Pierre, a young man with Crohn's disease, regularly needs to undergo a colonoscopy and kept postponing his appointment for this annoying examination. The last one had been done five years ago and it was overdue. In the initial interview it turned out that Pierre's resistance was not related to the examination itself, this takes place under anesthesia, but to the tedious preparation in which one has to drink liters of an unpleasant smelling liquid. He also feared the repetition of an earlier situation when he threw up a few bottles of this fluid and had to start the preparations all over again.

His level of distress while imagining preparing for the colonoscopy at the beginning of the session was extremely high, a 10 on the 0-10 scale. In the application of the Logosynthesis sentences Pierre neutralised a range of perceptual triggers one by one:

- the terrible taste of the saline solution he had to drink.
- the pink colour of the saline solution in the bottles.
- the visual markers on the bottles, which signified how much he had to drink each 15 minutes.  
- the smell of the saline solution in his nose.
- the kinesthetic experience of his stomach feeling like it was going to explode from the fluid.
- the dissociated image of himself vomiting out a wave of the fluid.
- the image of the yellow floor and the white doctor's coat after regaining consciousness.

After these seven rounds Pierre's feet felt warm, and he perceived the colours in the room more intensely. When I asked him to imagine making an appointment and going through the preparations, we had to do one last round on the image of the monitor and the colonoscopy tube in the examination room. Then he said: "I feel tired, now I'm going to sleep while they're doing the procedure." It turned out that the colonoscopy itself was associated with a deep feeling of relaxation as a result of the anesthesia.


● **Directions**: What lines in the listing include "annotation"? Return a copy of each.

● **Material to process**:
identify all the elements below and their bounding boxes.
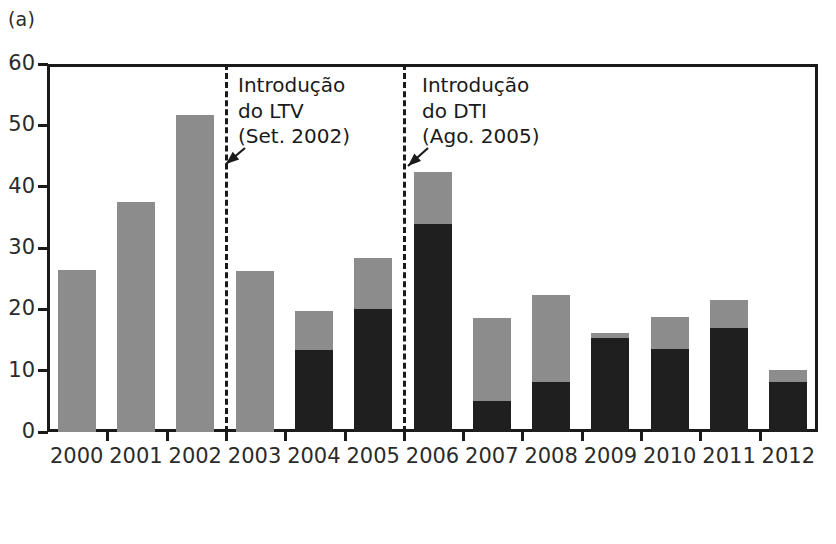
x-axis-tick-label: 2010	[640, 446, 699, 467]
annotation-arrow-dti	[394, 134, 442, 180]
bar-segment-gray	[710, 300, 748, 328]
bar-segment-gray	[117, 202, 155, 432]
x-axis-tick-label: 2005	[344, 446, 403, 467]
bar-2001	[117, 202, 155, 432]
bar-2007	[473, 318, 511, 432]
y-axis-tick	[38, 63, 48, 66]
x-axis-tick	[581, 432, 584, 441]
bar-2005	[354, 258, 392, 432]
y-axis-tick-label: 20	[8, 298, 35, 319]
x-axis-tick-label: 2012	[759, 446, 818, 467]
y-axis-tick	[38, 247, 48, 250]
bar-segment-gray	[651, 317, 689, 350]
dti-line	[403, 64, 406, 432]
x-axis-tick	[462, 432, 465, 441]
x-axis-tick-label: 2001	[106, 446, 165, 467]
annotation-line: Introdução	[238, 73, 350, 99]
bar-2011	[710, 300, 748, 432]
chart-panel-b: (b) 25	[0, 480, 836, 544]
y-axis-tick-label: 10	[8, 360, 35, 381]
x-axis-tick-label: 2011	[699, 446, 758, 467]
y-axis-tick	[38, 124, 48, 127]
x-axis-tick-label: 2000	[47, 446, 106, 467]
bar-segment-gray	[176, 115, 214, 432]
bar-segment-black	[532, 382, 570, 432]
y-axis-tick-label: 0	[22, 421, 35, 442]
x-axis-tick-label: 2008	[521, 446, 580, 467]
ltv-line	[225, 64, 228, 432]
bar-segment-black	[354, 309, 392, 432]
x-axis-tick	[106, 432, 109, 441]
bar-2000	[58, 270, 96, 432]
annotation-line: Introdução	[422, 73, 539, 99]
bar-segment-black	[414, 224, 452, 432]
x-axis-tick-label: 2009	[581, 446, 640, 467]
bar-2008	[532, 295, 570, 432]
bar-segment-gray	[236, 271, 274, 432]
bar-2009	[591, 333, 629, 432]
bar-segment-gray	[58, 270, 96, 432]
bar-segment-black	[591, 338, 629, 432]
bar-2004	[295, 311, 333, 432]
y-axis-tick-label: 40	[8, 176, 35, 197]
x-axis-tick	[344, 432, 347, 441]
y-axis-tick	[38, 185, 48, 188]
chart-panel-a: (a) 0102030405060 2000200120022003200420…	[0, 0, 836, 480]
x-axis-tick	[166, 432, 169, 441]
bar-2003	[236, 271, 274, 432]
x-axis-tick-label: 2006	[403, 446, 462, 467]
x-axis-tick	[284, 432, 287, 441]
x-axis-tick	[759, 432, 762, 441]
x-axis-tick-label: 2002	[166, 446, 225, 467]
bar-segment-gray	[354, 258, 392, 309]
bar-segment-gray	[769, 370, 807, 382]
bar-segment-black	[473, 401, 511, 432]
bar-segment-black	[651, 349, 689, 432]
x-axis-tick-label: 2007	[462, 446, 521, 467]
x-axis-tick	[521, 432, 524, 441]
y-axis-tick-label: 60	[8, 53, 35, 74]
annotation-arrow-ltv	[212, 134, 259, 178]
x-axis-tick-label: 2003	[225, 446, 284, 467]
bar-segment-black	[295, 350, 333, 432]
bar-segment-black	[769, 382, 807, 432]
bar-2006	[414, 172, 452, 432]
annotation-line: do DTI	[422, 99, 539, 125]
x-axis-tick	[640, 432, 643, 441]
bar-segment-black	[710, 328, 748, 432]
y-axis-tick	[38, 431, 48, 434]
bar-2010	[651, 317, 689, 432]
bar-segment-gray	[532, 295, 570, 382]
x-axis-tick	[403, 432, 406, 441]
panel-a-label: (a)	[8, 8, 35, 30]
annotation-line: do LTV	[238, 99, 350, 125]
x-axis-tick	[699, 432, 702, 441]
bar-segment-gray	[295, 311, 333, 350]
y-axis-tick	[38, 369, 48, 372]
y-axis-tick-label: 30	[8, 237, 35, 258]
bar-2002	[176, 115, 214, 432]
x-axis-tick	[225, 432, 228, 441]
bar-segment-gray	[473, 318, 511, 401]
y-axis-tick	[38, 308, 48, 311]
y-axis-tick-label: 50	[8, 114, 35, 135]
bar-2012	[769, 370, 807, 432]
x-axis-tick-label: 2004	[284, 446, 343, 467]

* * *

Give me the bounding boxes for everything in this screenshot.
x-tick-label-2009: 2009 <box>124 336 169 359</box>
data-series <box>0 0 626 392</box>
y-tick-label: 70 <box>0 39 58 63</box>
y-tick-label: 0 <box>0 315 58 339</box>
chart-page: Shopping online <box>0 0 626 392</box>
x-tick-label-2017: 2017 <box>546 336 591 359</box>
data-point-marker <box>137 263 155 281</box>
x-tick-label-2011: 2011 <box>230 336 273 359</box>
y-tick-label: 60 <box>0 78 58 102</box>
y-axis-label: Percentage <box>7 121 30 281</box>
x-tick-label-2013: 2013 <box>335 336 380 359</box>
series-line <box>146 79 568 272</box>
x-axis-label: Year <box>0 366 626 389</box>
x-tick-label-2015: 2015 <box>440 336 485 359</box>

● **Your response**:
annotation-arrow-dti	[394, 134, 442, 180]
annotation-line: Introdução	[238, 73, 350, 99]
annotation-line: Introdução	[422, 73, 539, 99]
annotation-arrow-ltv	[212, 134, 259, 178]
annotation-line: do DTI	[422, 99, 539, 125]
annotation-line: do LTV	[238, 99, 350, 125]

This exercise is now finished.